System Architecture for Stream Interface Drivers
A stream interface driver receives commands from the Device Manager and from applications by means of file system calls. The driver encapsulates all the information necessary to translate those commands into appropriate actions on the devices it controls.
The following illustration shows the relationship between a stream interface driver and other system components.
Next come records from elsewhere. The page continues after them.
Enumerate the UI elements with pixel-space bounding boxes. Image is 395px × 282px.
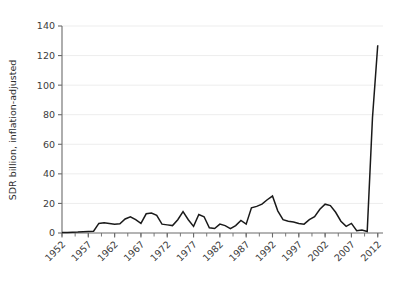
y-tick-label: 120 (37, 50, 55, 61)
x-tick-label: 1957 (69, 239, 94, 264)
y-axis: 020406080100120140 (37, 20, 62, 238)
x-tick-label: 1972 (148, 239, 173, 264)
data-series (62, 45, 378, 232)
x-tick-label: 1967 (121, 239, 146, 264)
y-tick-label: 80 (43, 109, 55, 120)
x-tick-label: 1952 (43, 239, 68, 264)
x-axis: 1952195719621967197219771982198719921997… (43, 233, 384, 264)
x-tick-label: 2002 (306, 239, 331, 264)
x-tick-label: 1962 (95, 239, 120, 264)
y-tick-label: 40 (43, 168, 55, 179)
x-tick-label: 1982 (200, 239, 225, 264)
y-tick-label: 60 (43, 139, 55, 150)
x-tick-label: 1997 (279, 239, 304, 264)
x-tick-label: 2012 (358, 239, 383, 264)
series-line (62, 45, 378, 232)
y-tick-label: 140 (37, 20, 55, 31)
y-tick-label: 0 (49, 227, 55, 238)
y-axis-title: SDR billion, inflation-adjusted (7, 60, 18, 201)
x-tick-label: 2007 (332, 239, 357, 264)
x-tick-label: 1977 (174, 239, 199, 264)
x-tick-label: 1987 (227, 239, 252, 264)
line-chart: 020406080100120140 195219571962196719721… (0, 0, 395, 282)
y-tick-label: 20 (43, 198, 55, 209)
x-tick-label: 1992 (253, 239, 278, 264)
chart-figure: 020406080100120140 195219571962196719721… (0, 0, 395, 282)
gridlines (62, 26, 383, 203)
y-tick-label: 100 (37, 80, 55, 91)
The following definitions apply throughout the Windows CE Device Driver Kit:
- User application
- A user application includes any application that accesses a peripheral device. Access to a peripheral is through the file system and the special files that expose the services of peripherals.
- Kernel
- The kernel, the core of the Windows CE operating system, provides basic services to the application. To support stream interface drivers, the kernel redirects the file I/O function calls of the application to the appropriate entry points in the stream interface driver.
- Device Manager
- The Device Manager is a special application that loads and unloads stream interface drivers. For more information, see Device Manager.
- Stream interface driver
- A stream interface driver is a DLL that manages a peripheral device. It exposes file I/O functions to applications and implements those functions by accessing its peripheral device to map the device’s capabilities to the semantics of the file I/O functions. Stream interface drivers can either use an underlying native device driver to access the physical peripheral devices that the driver serves or access its device directly if the device is mapped into memory. Audio device drivers for built-in audio hardware are an example of direct access.
- Native device driver
- A native device driver is a device driver supplied by the manufacturer of a Windows CE–based platform. Some stream interface drivers use native device drivers to access peripherals because peripherals are attached to platforms through connectors managed by native device drivers. The native device drivers used by stream interface drivers are generally drivers for various sorts of I/O ports, such as serial ports or PC Card sockets.
- Windows CE–based platform
- A Windows CE–based platform consists of a CPU, memory, clock, and possibly other hardware, such as a keyboard and touch screen. Stream interface drivers generally use the I/O ports on a platform, whereas the kernel can use all of a platform’s hardware.
- Peripheral device
- A device—such as a modem, printer, microphone, keyboard, touch screen, and so on—that is managed by a device driver.